On Facing Failure
‘Tiah, what are you going to do next?’
It was mid-August 2016. I was standing outside a café, chatting on the phone with a writer I respect and admire. She’d called after my resignation from Short Story Day Africa was announced. SSDA is an organisation that I love and believe in (you can donate HERE), so much so that I’d given my life to it for nearly five years. But on that day, I didn’t know what I was going to do. All I knew was that I needed to work less and write more, and leaving SSDA was the only way to achieve that. My bank account, however, was less than impressed with the decision.
SSDA was always a labour of love, but for the last few years I’d been compensated sufficiently to cover yearly school fees for one child. Yes, I still had my gig at the Sunday Times. It is wonderful work and I love it, but there is only so much they need. The rest of my freelance work brings in tiny amounts. So I had to do more. But what?
‘Have you thought of writing for FunDza?’ the writer asked.
Impossible, I thought. But my mouth asked for further information.
FunDza is a brilliant NPO that produces free online stories, primarily aimed at teen readers. But I knew nothing about writing YA. I’d always viewed it as its own separate art form (it is) and one that was beyond my scope.
Chicken, an inner voice sneered.
Realistic, I replied.
Where the inner voice trotted out everything I tell under-eighteens during creative writing workshops, including:
- Everyone’s first draft stinks, but if you don’t write something down, you’ll never have anything to work with.
- If you don’t try, you’ll never grow.
- Some of the best lessons and opportunities arise from failure.
Perhaps it is fitting that ‘Dislocated,’ my first successful submission to FunDza, began with failure. The story began life as part of a novel. It was an ambitious project, told from three different viewpoints, which I’d written over a span of two sleep-deprived years while raising toddlers. Nobody wanted it. It was a blow. Big time. But there I was, years later, pulling out my failed manuscript, because amongst those 75,000ish words there was a section written from a teenager’s perspective. I reread it and realised with editing, it could stand alone. And so it did.
Writing for FunDza in 2017 was far from easy. I learned on the job, where any visitor to the site can witness my floundering. FunDza readers know exactly what they like and what they don’t, and they are blunt. Chapter by chapter, right on the website for the world to see, are the readers’ comments. Humbling, to say the least. Yet that feedback is valuable and pushed me to new areas I’d never have tried otherwise.
2017 brought other challenges. I found myself accepting the position of managing editor of a new journal. I agreed to try a co-writing project. I faced my fears and started submitting two novel length manuscripts, both of which were risks. The first was an experiment with literary speculative fiction, the second, an effort at fantasy. The speculative fiction novel was the hardest thing I’ve ever tried to write, and appears to have flopped. The latter was also outside my comfort zone, yet it resulted in the most fun I’ve ever had while writing. Yet, despite some interest in that project, it is entirely possible that it, too, will fail.
Which hurts. The demons started telling me I’d wasted my time. Again. But without those two novels, I probably would not have mustered the courage to explore the paying world of short speculative fiction. Which is how I found myself trying to write a futuristic short story filled with newfangled gadgets and technology. I knew nothing about writing futuristic stories. But I read them. And I was willing to fail.
It sold.
2017 was full of failure, rejection, and false starts. Yet it was also the first time in my life I’ve met my financial goals by writing. None of that work – from writing for the Sunday Times, to writing YA, to writing speculative fiction –– is in my comfort zone. Yet these are the writing gigs that have allowed me to pay for my son’s first year of high school.
None of this, of course, made rejection less painful. Nor did the year teach me how to accept disappointment with grace. Nothing about 2017 has silenced that voice that sneers, ‘That last story was a fluke; you’ll never be able to pull it off again.’
Even worse, that nagging demon is telling me, right now as I type, that for 2018 I’m going to come woefully short of paying next year’s school fees.
So I don’t have words of wisdom on how to embrace failing. But I can quote young Isabella Jernigan*. At age eight, in honour of Thanksgiving 2014, she proclaimed: ‘I’m thankful for all the dead people because at least they tried.’
As hilarious and macabre Jernigan’s words might be, they are true. What is a life, other than years of try, try again?
*In the original news article, her name was misspelt as Isabella Jerhigan, which is the name that went viral at the time.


▶ _PROMPT_:
Lines with "Basic" in the records below: say how many there are, and add nothing.

▶ _RECORDS PROVIDED_:
= Beginning of Section =

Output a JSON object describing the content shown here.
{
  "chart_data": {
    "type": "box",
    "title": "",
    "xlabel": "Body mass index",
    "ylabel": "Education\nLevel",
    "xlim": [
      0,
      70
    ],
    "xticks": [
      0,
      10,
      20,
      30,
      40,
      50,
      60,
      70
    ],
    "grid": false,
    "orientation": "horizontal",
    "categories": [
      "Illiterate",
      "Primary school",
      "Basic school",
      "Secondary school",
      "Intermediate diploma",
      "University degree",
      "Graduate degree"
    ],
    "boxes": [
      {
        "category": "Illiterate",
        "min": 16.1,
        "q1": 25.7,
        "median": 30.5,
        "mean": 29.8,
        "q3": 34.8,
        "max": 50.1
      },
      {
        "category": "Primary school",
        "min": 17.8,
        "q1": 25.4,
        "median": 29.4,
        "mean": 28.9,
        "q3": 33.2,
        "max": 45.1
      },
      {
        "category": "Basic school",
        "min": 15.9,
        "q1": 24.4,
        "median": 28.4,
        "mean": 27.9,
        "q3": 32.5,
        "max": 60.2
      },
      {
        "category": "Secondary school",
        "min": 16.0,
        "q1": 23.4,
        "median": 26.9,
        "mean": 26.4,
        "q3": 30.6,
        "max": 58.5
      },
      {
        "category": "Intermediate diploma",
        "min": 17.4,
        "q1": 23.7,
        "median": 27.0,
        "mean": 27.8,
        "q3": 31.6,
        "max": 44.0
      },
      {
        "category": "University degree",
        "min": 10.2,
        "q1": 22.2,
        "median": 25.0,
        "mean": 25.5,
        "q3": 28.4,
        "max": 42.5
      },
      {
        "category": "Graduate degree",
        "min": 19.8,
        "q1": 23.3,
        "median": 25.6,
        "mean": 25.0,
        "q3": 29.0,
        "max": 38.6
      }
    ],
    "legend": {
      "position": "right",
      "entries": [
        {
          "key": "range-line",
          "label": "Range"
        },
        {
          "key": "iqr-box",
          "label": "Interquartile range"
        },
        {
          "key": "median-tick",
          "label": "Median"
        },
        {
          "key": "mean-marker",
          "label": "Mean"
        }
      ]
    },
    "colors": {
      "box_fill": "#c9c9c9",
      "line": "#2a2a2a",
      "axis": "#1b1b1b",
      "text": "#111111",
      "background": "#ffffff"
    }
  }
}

= End of Section =

▶ _FINISHED EXERCISE_:
2